Last week, I finally started exploring textual. The main motivation was to start implementing a few project ideas I've had in my todo list for years. I don't particularly have a preference between TUI (terminal user interface) and GUI (graphical user interface) for these projects. Seeing a few Textual demos on twitter (courtesy Will McGugan) over the past few months, I felt like exploring this framework first.

For my first app, I picked a 4x4 board game — like Tic Tac Toe but form a square instead of a line. I came up with this variation in high school and been fond of coding it since college days.


Installation and Tutorials🔗

The Getting started page of the documentation will give you all the relevant installation instructions. I used pip install 'textual[dev]' since the development mode has nice features like live editing. As I looked up the Devtools page to link here in this blog post, I found that there's a console command for print() based debugging! That would've been handy while I was working on the game — sigh, I should've been more proactive in exploring the documentation site.

In the Getting started page, you'll also be informed about python -m textual (builtin demo) and other examples in the GitHub repo.

After playing with the demo a bit, I went through the tutorial — shows how to build a Stopwatch app step-by-step.

The documentation also includes Guide, Reference, API, etc. I gave them a cursory glance and decided to start building my game.

info I should note that while I got introduced to programming in school about 20 years ago, I don't have much experience with projects that need more than a few hundred lines. I'm good with command-line tools and text processing with scripting languages like Python. I had a horrible experience writing an Android app a few years back, mainly due to object-oriented programming and the complexity of the project. I've improved a bit since then, but still feel like a newbie when it comes to working with classes.


Building Square Tic Tac Toe board game🔗

Similar to the step-by-step Textual tutorial, I built the game by adding features incrementally. I tweeted my progress along with screenshots and recordings. Here's a summary:

  • Managed to place 16 buttons in a grid layout
  • Buttons now respond to clicking! And in response, the computer plays a random move
  • Recording below shows 3 games: User wins, AI wins, Tie
  • Added Easy/Hard modes — it is impossible to beat the AI in hard mode
  • Almost done! Layout is better now and starting new game is now a button instead of a shortcut keybinding
  • Cleaned up code a bit and posted on GitHub
  • Next step: write a blog post (this post!)

info Visit my GitHub repo for the code, game rules and other details.

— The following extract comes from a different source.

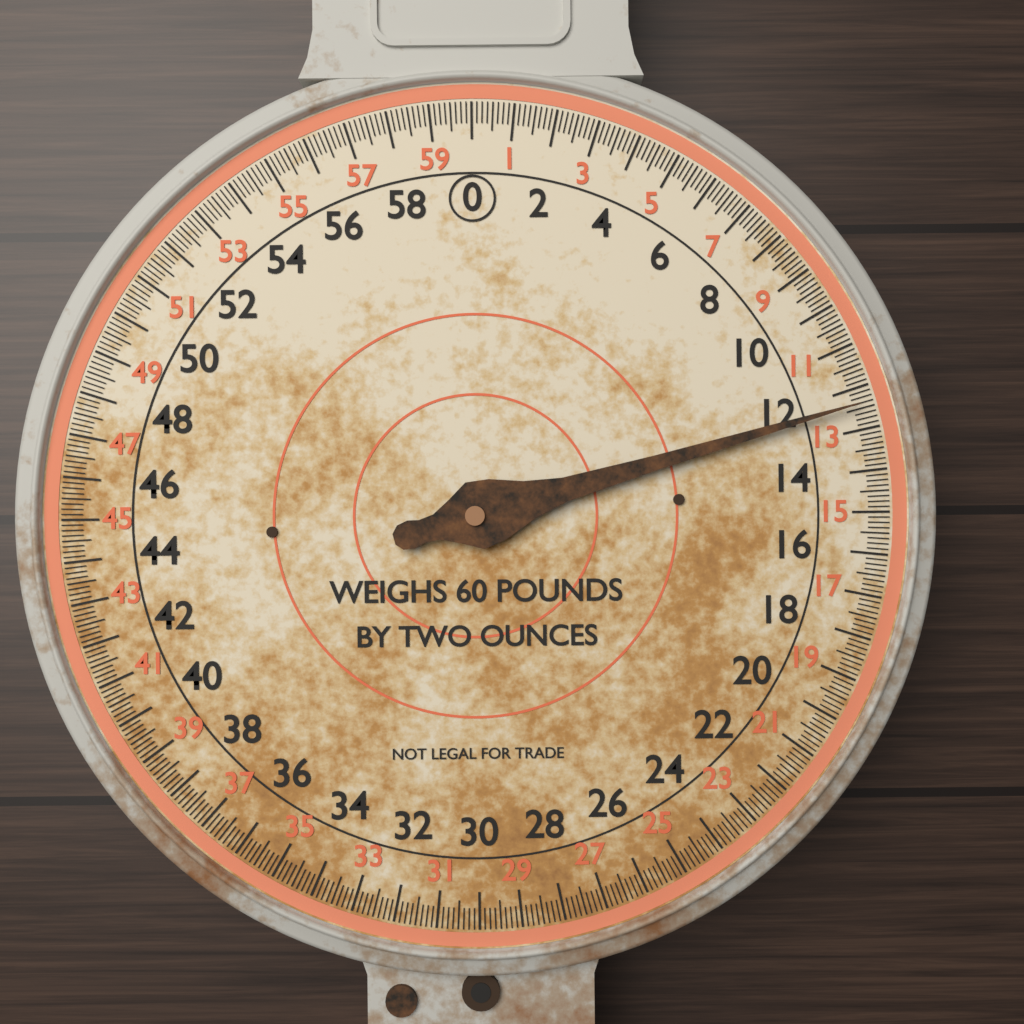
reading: 12.375 lb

I had made a GUI version of this game using tkinter last year. I copied most of the game logic from there, so I didn't much struggle with object-oriented programming in this case. Here's a sample screenshot from the finished code:

Sample screenshot for Square Tic Tac Toe game


What I liked🔗

As mentioned before, Textual supports live editing mode. The command is textual run --dev script.py and this helps you experiment with CSS. I found this very helpful while trying out layout combinations, margin, padding, etc.

The default colors were great too. I didn't have to think about choosing colors (except for setting background color for header and game status). The framework even provides an easy way to allow users to switch between dark and light themes! Though, I haven't yet figured out how to set light theme as the default (I worked around by explicitly adding a call to the theme toggle method).

Overall, the code was significantly shorter compared to the tkinter version I did last year. That version had a few more features, but I'd say Textual felt much easier to reason about. I remember having to spend days shifting through stackoverflow threads and tkdocs to get the GUI version working.


What gave me trouble🔗

Struggling with layout isn't new for me. I started with 4x4 grid for the board, which was fairly straightforward. Problems arose when I wanted to add status text area to the left and control buttons to the right. Placing them left/right was easy to do with dock in CSS. But, I couldn't get them to align well — too much spacing around the 4x4 board. I was trying to give 50% to 60% for the board and the remaining evenly divided for the other two elements. After some experimentation, what worked was giving 20% to status, 25% to control and not assigning a width value for the board.

I initially used a button for the status because I couldn't find a textbox widget (edit: Textual now has a Label widget). I knew that Static widget can display text, but I didn't find how to dynamically change the text from that documentation page. I thought I'll have to make a custom widget, but when I went to Widgets guide, I found that Static already has an update() method!

I probably missed something (or perhaps part of the roadmap), but I found it strange to have a single on_button_pressed() method to handle on click event for every Button widget. I'd prefer a way to bind a method to the buttons, like tkinter provides.


Next steps🔗

As mentioned before, I have several projects in my todo list. The next one I want to try is an app for interactive exercises for my ebooks. Last year, I made one for Python regular expressions using tkinter.